Some individuals have developed such strong internal standards that they no longer need the opinion of others to judge whether they have performed a task well or not. The ability to give objective feedback to oneself is in fact the mark of the expert.
I think that it is useless to fight directly against natural weaknesses. One has to force oneself to act as though one did not have them in circumstances where a duty makes it imperative; and in the ordinary course of life one has to know these weaknesses, prudently take them into account, and strive to turn them to good purpose; for they are all capable of being put to some good purpose.
Perhaps this sounds very simple, but simple things are always the most difficult. In actual life it requires the greatest discipline to be simple, and the acceptance of oneself is the essence of the moral problem and the epitome of a whole outlook upon life.
To be happy in this world, especially when youth is past, it is necessary to feel oneself not merely an isolated individual whose day will soon be over, but part of the stream of life flowing on from the first germ to the remote and unknown future.
First of all, let us try to know what love is. If love means to possess someone or something, then that is not real love, not pure love. If loves means to give oneself, to become one with everything and everyone, then that is real love. Real love is total oneness with the object loved and with the Possessor of love.
I believe that love is the main key to open the doors to the "growth" of man. Love and union with someone or something outside of oneself, union that allows one to put oneself into relationship with others, to feel one with others, without limiting the sense of integrity and independence. Love is a productive orientation for which it is essential that there be present at the same time: concern, responsibility, and respect for and knowledge of the object of the union.
When a natural discourse paints a passion or an effect, one feels within oneself the truth of what one reads, which was there before, although one did not know it. Hence one is inclined to love him who makes us feel it, for he has not shown us his own riches, but ours. ...such community of intellect that we have with him necessarily inclines the heart to love.
Improvisation is the ability to talk to oneself.
It is penance to work, to give oneself to others, to endure the pinpricks of community living.
Productive work, love and thought are possible only if a person can be, when necessary, quiet and alone. To be able to listen to oneself is the necessary condition for relating oneself to others.
Condemning class struggle does not mean condemning every possible form of social conflict. Such conflicts inevitably arise and Christians must often take a position in the "struggle for social justice." What is condemned is "total war," which has no respect for the dignity of others (and consequently of oneself). It excludes reasonable compromise, does not pursue the common good but the good of a group, and sets out to destroy whatever stands in its way.
One must know how to conserve oneself- the best test of independence.
There are two ways of avoiding fear: one is by persuading ourselves that we are immune from disaster, and the other is by the practice of sheer courage. The latter is difficult, and to everybody becomes impossible at a certain point. The former has therefore always been more popular. Primitive magic has the purpose of securing safety, either by injuring enemies, or by protecting oneself by talismans, spells, or incantations.
To desire and expect nothing for oneself and to have profound sympathy for others is genuine holiness.
Honesty consists of the unwillingness to lie to others; maturity, which is equally hard to attain, consists of the unwillingness to lie to oneself.
Happiness does not lie in amusement; it would be strange if one were to take trouble and suffer hardship all one's life in order to amuse oneself.
Friendship involves many things but, above all the power of going outside oneself and appreciating what is noble and loving in another.
Knowing oneself is not so much a question of discovering what is present in one's self, but rather the creation of who one wants to be.
To know oneself is the first step toward making flow a part of one's entire life. But just as there is no free lunch in the material economy, nothing comes free in the psychic one. If one is not willing to invest psychic energy in the internal reality of consciousness, and instead squanders it in chasing external rewards, one loses mastery of one's life, and ends up becoming a puppet of circumstances.
Half a century ago, the Austrian psychiatrist Viktor Frankl wrote that happiness cannot be attained by wanting to be happy - it must come as the unintended consequence of working for a goal greater than oneself.
One's suffering disappears when one lets oneself go, when one yields - even to sadness.
One time I had too many Heinekens and I googled myself and realized that that was a very, very bad combination. One should not google oneself. My mother lets me know when I'm being followed by paparazzi. She's like, "There's a man who is outside your house, Ginny, and you need to be logging onto this website to see if you can find a pattern in when he follows you." But otherwise, I can't find any good reason to read my own press.
The spiritual journey does not consist of arriving at a new destination where a person gains what he did not have, or becomes what he is not. It consists in the dissipation of one's own ignorance concerning oneself and life, and the gradual growth of that understanding which begins the spiritual awakening. The finding of God is a coming to one?s self.
To see the universal and all-pervading Spirit of Truth face to face, one must be able to love the meanest of all creation as oneself.
There is a proper balance between not asking enough of oneself and asking or expecting too much.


#### What to do:
Once you reach the line that holds "You are a GUI" in the listing below, output it and every line after it through the line that holds "This screenshot has width=890, height=498.", word for word.

#### Materials provided:
##############################

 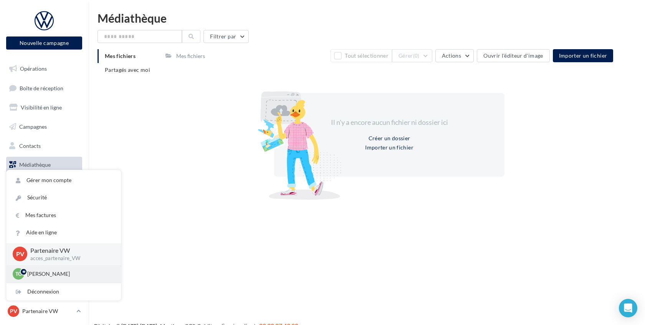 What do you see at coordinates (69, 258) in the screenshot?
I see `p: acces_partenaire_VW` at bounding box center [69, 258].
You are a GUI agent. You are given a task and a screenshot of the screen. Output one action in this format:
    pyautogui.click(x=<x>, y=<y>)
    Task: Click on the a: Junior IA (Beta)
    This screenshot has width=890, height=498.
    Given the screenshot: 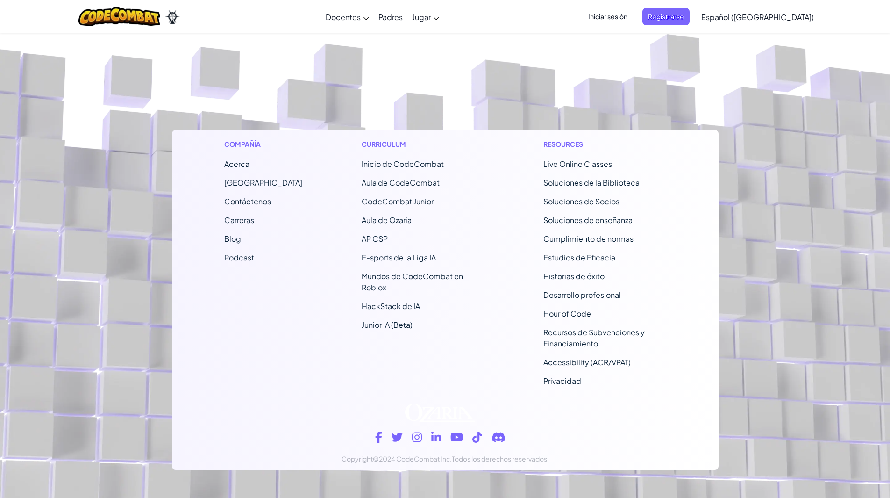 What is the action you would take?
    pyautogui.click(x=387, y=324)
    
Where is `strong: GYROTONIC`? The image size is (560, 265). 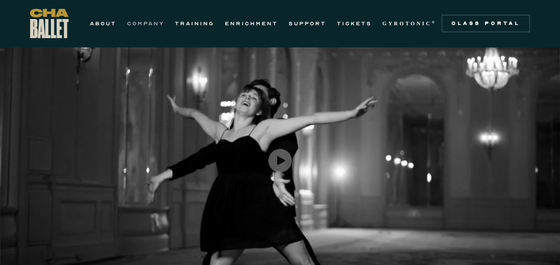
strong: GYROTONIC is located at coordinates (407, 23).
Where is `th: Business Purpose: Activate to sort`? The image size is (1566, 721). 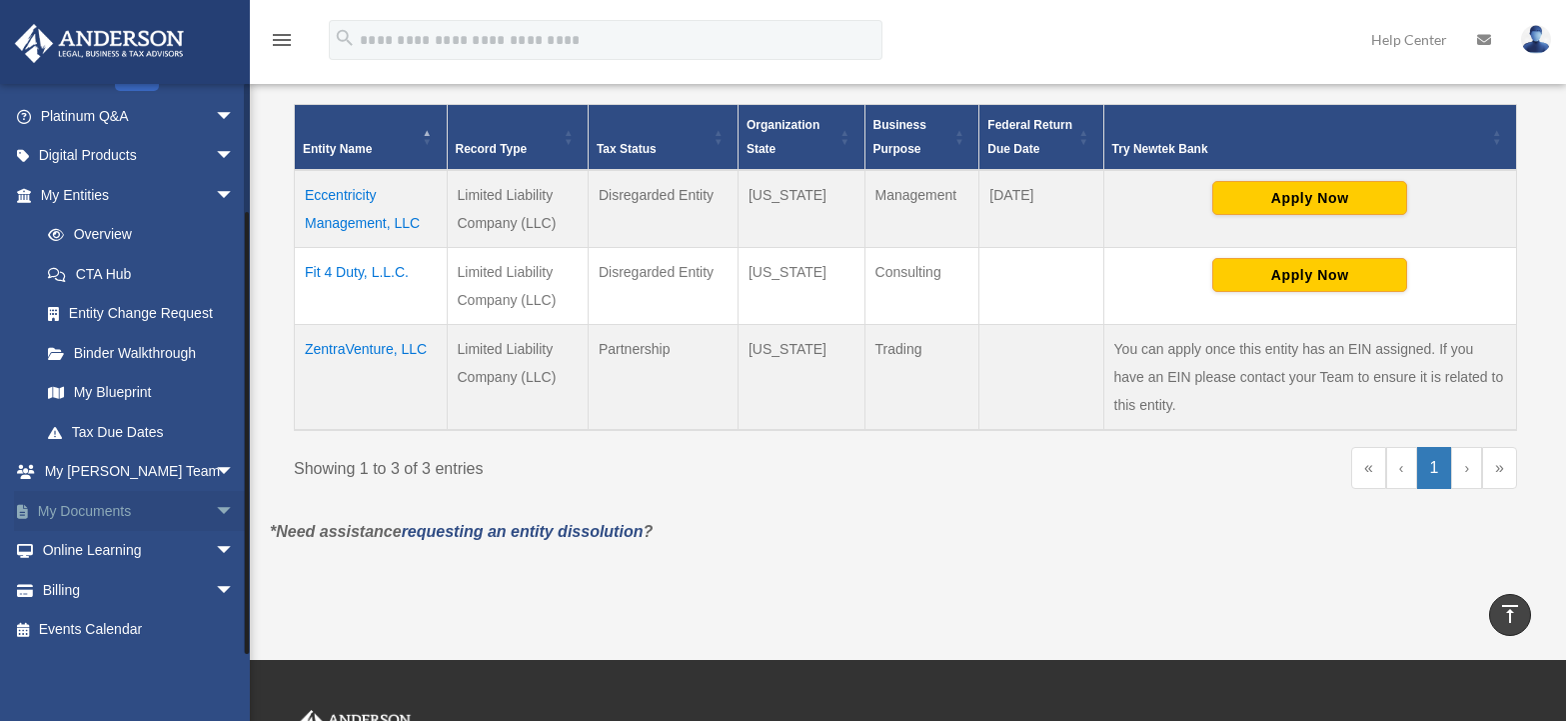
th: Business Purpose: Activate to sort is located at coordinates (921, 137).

##############################

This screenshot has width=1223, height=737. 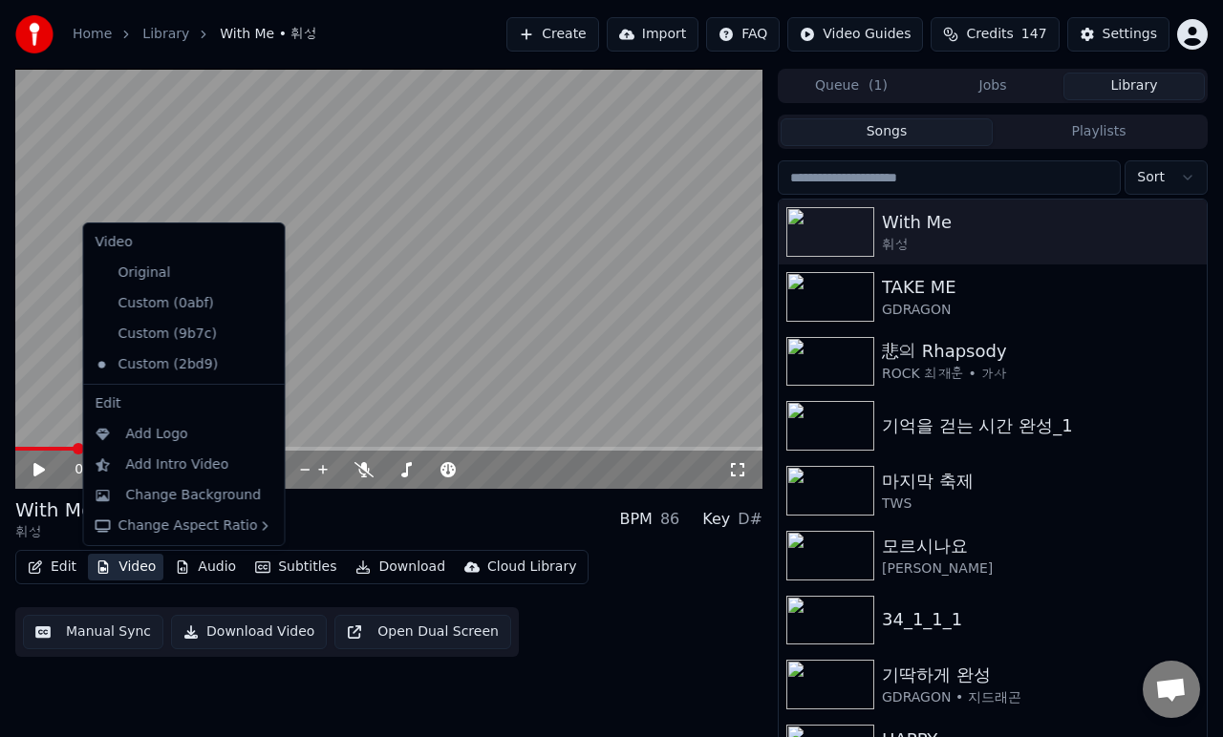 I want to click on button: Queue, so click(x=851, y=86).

##############################

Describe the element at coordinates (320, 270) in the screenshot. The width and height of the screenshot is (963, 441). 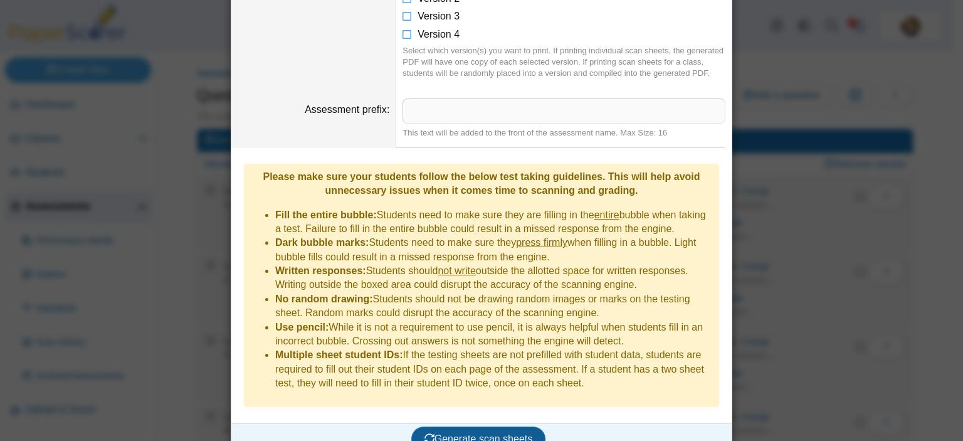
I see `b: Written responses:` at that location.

##############################

#### Response to the task:
You are a GUI agent. You are given a task and a screenshot of the screen. Output one action in this format:
    pyautogui.click(x=<x>, y=<y>)
    Task: Click on the a: Junior IA (Beta)
    This screenshot has width=890, height=498.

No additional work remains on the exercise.